As a congressional hearing revealed last week, health care reform must also rein in the most outrageous and abusive practices of the private insurance industry.

The June 25 rally and lobby day sponsored by Health Care for America Now! (HCAN) is expected to be the largest ever health care rally. Click here for more rally information from HCAN and text “HEALTH” to 94553 to receive updates on fast-moving health care reform activities throughout the summer.

The rally will provide a real grassroots voice to counter the multi-million dollar campaign against real reform the private insurance industry, pharmaceutical giants and conservatives groups are waging against President Obama’s health care reform initiatives. Their special target is a public health insurance plan option for workers and families who either have private insurance coverage or no coverage at all.

More than three-quarters of those polled in a recent Wall Street Journal/NBC poll say it’s important for the American public to have a choice between a public plan option and a private one.

A public option would give working families a choice.
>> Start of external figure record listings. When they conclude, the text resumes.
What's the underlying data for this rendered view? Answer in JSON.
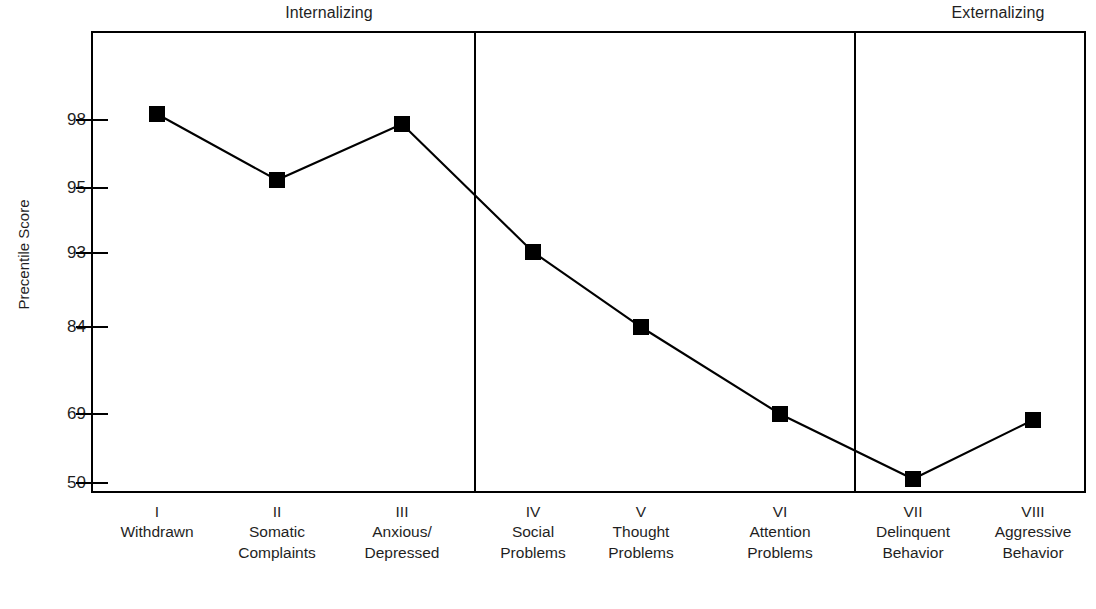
{
  "chart_data": {
    "type": "line",
    "title": "",
    "subtitle": "",
    "xlabel": "",
    "ylabel": "Precentile Score",
    "grid": false,
    "legend": null,
    "y_tick_labels": [
      "98",
      "95",
      "93",
      "84",
      "69",
      "50"
    ],
    "y_tick_values": [
      98,
      95,
      93,
      84,
      69,
      50
    ],
    "ylim": [
      50,
      100
    ],
    "y_scale_note": "non-linear percentile axis; ticks evenly spaced by position",
    "categories": [
      "Withdrawn",
      "Somatic Complaints",
      "Anxious/Depressed",
      "Social Problems",
      "Thought Problems",
      "Attention Problems",
      "Delinquent Behavior",
      "Aggressive Behavior"
    ],
    "category_numerals": [
      "I",
      "II",
      "III",
      "IV",
      "V",
      "VI",
      "VII",
      "VIII"
    ],
    "values": [
      98,
      95.3,
      97.8,
      93.1,
      84,
      68.5,
      49.8,
      66
    ],
    "series": [
      {
        "name": "Percentile Score",
        "values": [
          98,
          95.3,
          97.8,
          93.1,
          84,
          68.5,
          49.8,
          66
        ],
        "marker": "square",
        "color": "#000000"
      }
    ],
    "annotations": [
      {
        "text": "Internalizing",
        "position": "top",
        "spans": [
          "I",
          "II",
          "III"
        ]
      },
      {
        "text": "Externalizing",
        "position": "top",
        "spans": [
          "VII",
          "VIII"
        ]
      }
    ],
    "dividers": [
      {
        "after_category": "Anxious/Depressed"
      },
      {
        "after_category": "Attention Problems"
      }
    ]
  },
  "axes": {
    "y_title": "Precentile Score",
    "ticks": [
      {
        "label": "98",
        "y": 120
      },
      {
        "label": "95",
        "y": 188
      },
      {
        "label": "93",
        "y": 253
      },
      {
        "label": "84",
        "y": 327
      },
      {
        "label": "69",
        "y": 414
      },
      {
        "label": "50",
        "y": 483
      }
    ]
  },
  "sections": {
    "internalizing": "Internalizing",
    "externalizing": "Externalizing"
  },
  "x_categories": [
    {
      "numeral": "I",
      "line1": "Withdrawn",
      "line2": "",
      "x": 157
    },
    {
      "numeral": "II",
      "line1": "Somatic",
      "line2": "Complaints",
      "x": 277
    },
    {
      "numeral": "III",
      "line1": "Anxious/",
      "line2": "Depressed",
      "x": 402
    },
    {
      "numeral": "IV",
      "line1": "Social",
      "line2": "Problems",
      "x": 533
    },
    {
      "numeral": "V",
      "line1": "Thought",
      "line2": "Problems",
      "x": 641
    },
    {
      "numeral": "VI",
      "line1": "Attention",
      "line2": "Problems",
      "x": 780
    },
    {
      "numeral": "VII",
      "line1": "Delinquent",
      "line2": "Behavior",
      "x": 913
    },
    {
      "numeral": "VIII",
      "line1": "Aggressive",
      "line2": "Behavior",
      "x": 1033
    }
  ],
  "points": [
    {
      "label": "Withdrawn",
      "value": "98",
      "x": 157,
      "y": 114
    },
    {
      "label": "Somatic Complaints",
      "value": "95.3",
      "x": 277,
      "y": 180
    },
    {
      "label": "Anxious/Depressed",
      "value": "97.8",
      "x": 402,
      "y": 124
    },
    {
      "label": "Social Problems",
      "value": "93.1",
      "x": 533,
      "y": 252
    },
    {
      "label": "Thought Problems",
      "value": "84",
      "x": 641,
      "y": 327
    },
    {
      "label": "Attention Problems",
      "value": "68.5",
      "x": 780,
      "y": 414
    },
    {
      "label": "Delinquent Behavior",
      "value": "49.8",
      "x": 913,
      "y": 479
    },
    {
      "label": "Aggressive Behavior",
      "value": "66",
      "x": 1033,
      "y": 420
    }
  ],
  "frame": {
    "left": 92,
    "top": 32,
    "right": 1085,
    "bottom": 492
  },
  "divider_x": [
    475,
    855
  ],
  "colors": {
    "line": "#000000",
    "marker": "#000000",
    "frame": "#000000",
    "text": "#1f1f1f"
  }
}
If they are satisfied with the insurance they have now, keep it. But if not, they would have an option of choosing a public plan. That type of competition is vital to lowering costs and keeping insurance companies honest.

Keeping private insurance companies honest isn’t an easy task, as the CEOs of three of the biggest health insurers showed at congressional hearing last week. But the trio also provided some of the most compelling evidence yet why a public insurance plan option with a guarantee of coverage is desperately needed.

At a House Energy and Commerce Committee’s oversight and investigations subcommittee hearing, the three vigorously defended canceling medical coverage for sick-and paid-up-policy holders, especially those facing tens of thousands of dollars in potential treatment costs.

The practice is called “rescission” and an investigation by the subcommittee, writes Los Angeles Times reporter Lisa Girion, found

health insurers WellPoint Inc., UnitedHealth Group and Assurant Inc. canceled the coverage of more than 20,000 people, allowing the companies to avoid paying more than $300 million in medical claims over a five-year period.

It also found that policyholders with breast cancer, lymphoma and more than 1,000 other conditions were targeted for rescission and that employees were praised in performance reviews for terminating the policies of customers with expensive illnesses.

The insurance industry claims it only rescinds policies when it finds fraud on the part of the policy holder. But the investigation found, and witnesses testified, that policies were canceled for inadvertent omissions or honest mistakes about medical history on their applications.

Robin Beaton, a retired nurse from Texas, who for years faithfully paid her Blue Cross premiums, was diagnosed with aggressive breast cancer. Three days before a scheduled double mastectomy, the insurance company told her they were launching an investigation into her policy and then canceled it for failing to disclose a visit to a dermatologist for acne. She told the lawmakers:

The sad thing is, Blue Cross gladly took my high premiums, and the first time I filed a claim and was suspected of having cancer, they searched high and low for a reason to cancel me.

She eventually received her operation, but only after her member of Congress intervened with the company.

Witnesses told the committee that rescissions were about boosting corporate profits rather than fighting fraud.. Said Jennifer Horton from Los Angeles, whose policy was canceled because she had been taking a drug for irregular menstruation:

It’s about the money…. insurers ignore the law, and when they find a discrepancy or omission, they rescind the policy and refuse to pay any of your medical bills-even for routine treatment or treatment they previously authorized.

Since my rescission, I have had to take jobs that I do not want, and put my career goals on hold to ensure that I can find health insurance.

Lawmakers asked the three executives-Richard A. Collins, chief executive of UnitedHealth’s Golden Rule Insurance Co.; Don Hamm, chief executive of Assurant Health and Brian Sassi, president of consumer business for WellPoint Inc.-if they would promise to halt rescissions except in the cases on intentional fraud.

All three said: “No.” That refusal, said Rep. John Dingell (D-Mich.),

is precisely why we need a public option.

Jerry Flanagan, a patient advocate with Santa Monica-based Consumer Watchdog, told the Times’ Girion:

When insurance companies go under oath and admit they are canceling innocent patients when they get sick, it makes it very difficult for lawmakers to pass a law that requires every American to buy a policy or face a tax fine. It opens the way for a public option to hold the companies in check.